Borsuk-Ulam and Fixed Point Theorems
At any given moment on the surface of the Earth there are always two antipodal points with exactly the same temperature and barometric pressure. We can go even further: on each longitude (the North and South lines running from pole to pole) there will also be two antipodal points sharing exactly the same temperature. How is this possible? The answer is given by the Borsuk-Ulam Theorem: a powerful tool in Topology with a great deal of applications to every branch of science.
A continuous function from a -dimensional sphere into the Euclidean space of dimension maps some pair of antipodal points to the same point
The implications of this Theorem are huge. Some of the most useful are cited below:
- No subset of can be homeomorphic to a -dimensional sphere
- If we cover the sphere with a family of open sets, then at least one of these sets must contain a pair of antipodal points
But the most useful application of Borsuk-Ulam is without a doubt the Brouwer Fixed Point Theorem.
Every continuous function from a convex compact subset of a Euclidean space to itself has a fixed point.
The proof of Brouwer Fixed Point from Borsuk-Ulam is immediate, and I urge the readers to find it by themselves as a nice exercise. There are many different proofs of Brouwer Fixed Point without Borsuk-Ulam, the simplest of them all, done by C.A.Rogers as a simplification of a previous proof by J.W.Milnor: it uses the most basic of mathematics, accesible to students with knowledge of elementary integral Calculus.
A version of this proof starts by showing that there are no differentiable maps with continuous derivative, from a closed ball to its border, that fixes all points in that sphere:
Let denote the unit ball in the Euclidean -space, whose border is the -dimensional sphere There is no map (once-differentiable with continuous derivative) such that for all
The use of the previous result together with the Stone-Weierstrass Theorem guarantees the existence of fixed points for any continuous function
Indeed, the Stone-Weierstrass Theorem gives the existence, for each of a polynomial satisfying Consider the sequence of functions which converges uniformly to
We claim that each function has a fixed point If this were not true, we would be able to construct functions satisfying for all Such a construction could be as follows:
If has no fixed point, then it is possible to draw, for each , a ray through emanating from . This ray intersects at a single point, which we denote The function thus defined is and satisfies for all contradicting the previous result. |
This implies, as we announced before, the existence of a sequence of points satisfying The compactness of guarantees a convergent subsequence . Let be its limit. It must be then
and we have just found a fixed point for
The proof of the Theorem for continuous functions for a given convex compact set is done through an appropriate homeomorphism
Miscellaneous
Note that the Brouwer Fixed Point Theorem is not constructive: although the proof indicates how to come up with a fixed point, there is no explicit construction that finds such point. The key here is the Stone-Weierstrass Theorem, that claims the existence of a sequence of polynomials, but does not compute them.
We can find nonetheless a constructive version of a Fixed Point Theorem in the field of Analysis: the Banach Fixed Point Theorem. This result gives a general criterion that guaranties that, if satisfied, the procedure of iterating a function will yield a fixed point.
Let be a non-empty complete metric space. Let be a contraction mapping on , i.e.: there is a nonnegative real number such that
for all
for all Then the map admits one and only one fixed point in Furthermore, this fixed point can be found as follows: start with an arbitrary element in and define an iterative sequence by for This sequence converges, and its limit is the fixed point of
Other versions also allow us to count how many fixed points will be for a given function. That is the case of both the Lefschetz and the Nielsen Fixed Point Theorems.
References
Topology (2nd Edition) (See all Topology Books)
What about the converse? Does the Brouwer’s fixed point theorem imply the Boursuk-ulam Theorem?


__Directions for this task__:
Every record below is to be retyped exactly, with any pictures left out.

__Source material__:
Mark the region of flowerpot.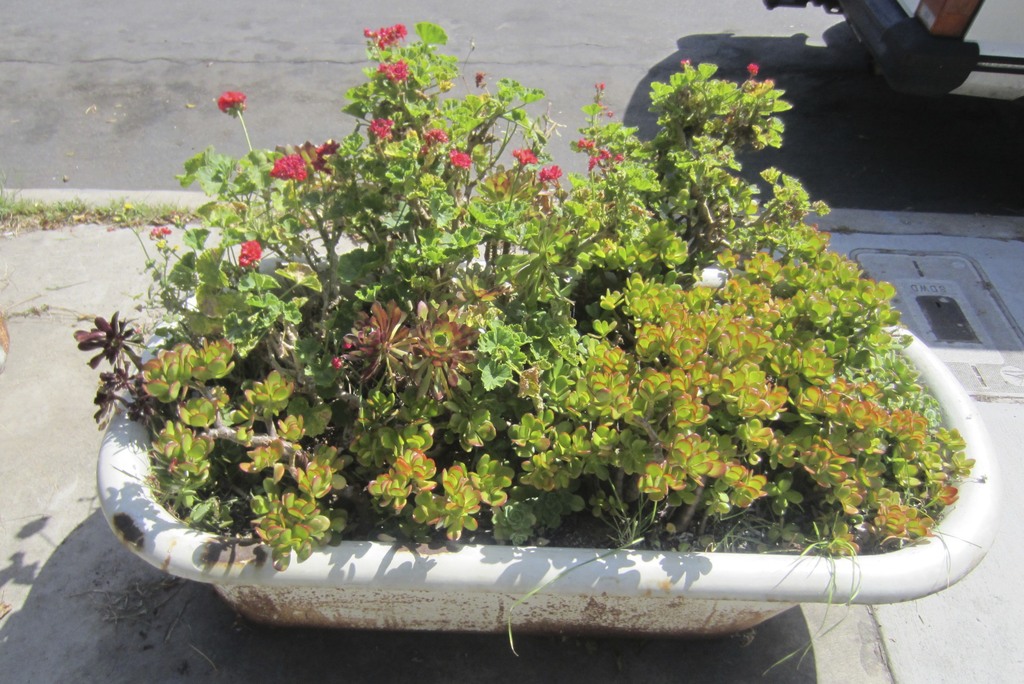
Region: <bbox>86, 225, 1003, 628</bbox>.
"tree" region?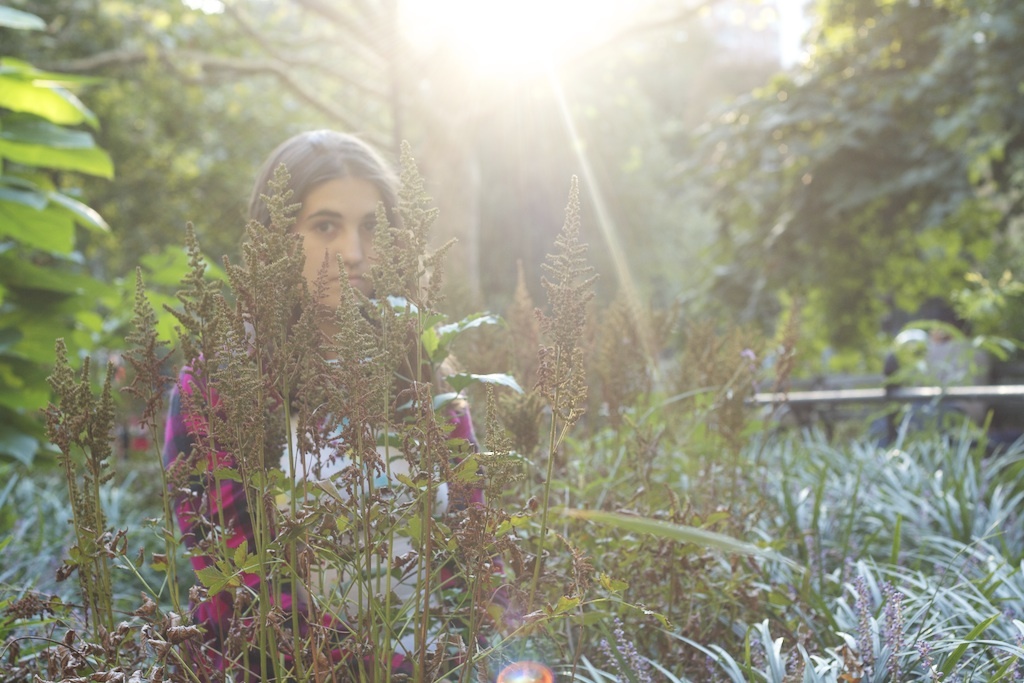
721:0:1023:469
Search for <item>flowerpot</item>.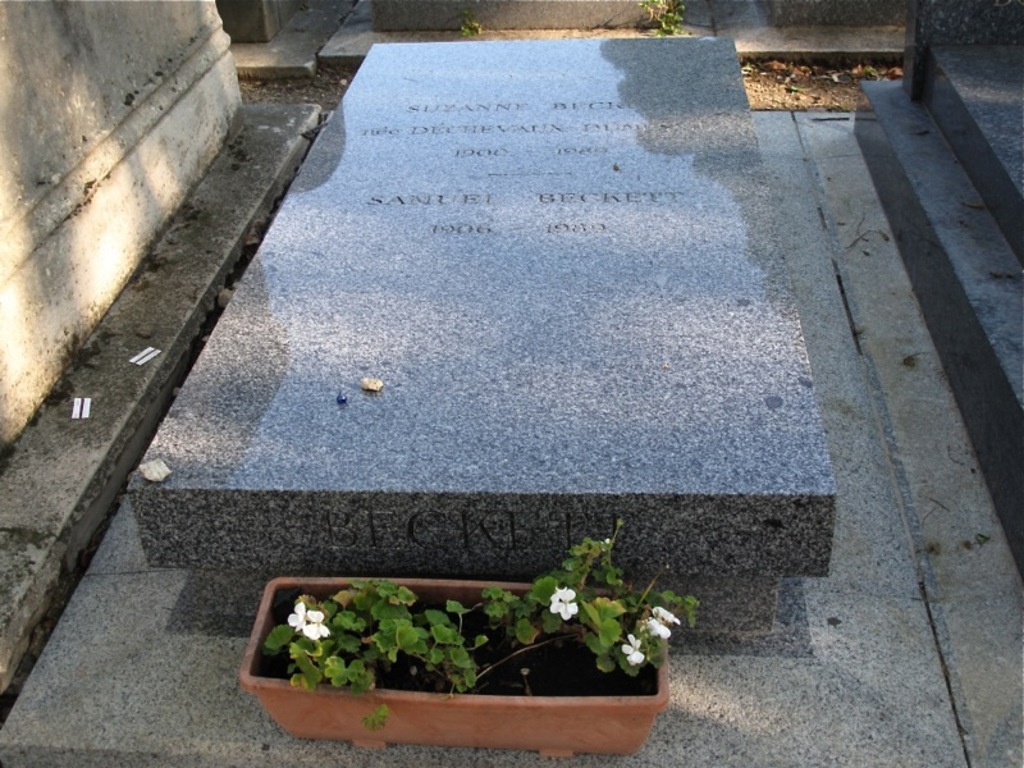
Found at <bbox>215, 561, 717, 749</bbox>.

__Completed exercise__:
Mark the region of flowerpot.
Region: <bbox>86, 225, 1003, 628</bbox>.
"tree" region?
721:0:1023:469
Search for <item>flowerpot</item>.
Found at <bbox>215, 561, 717, 749</bbox>.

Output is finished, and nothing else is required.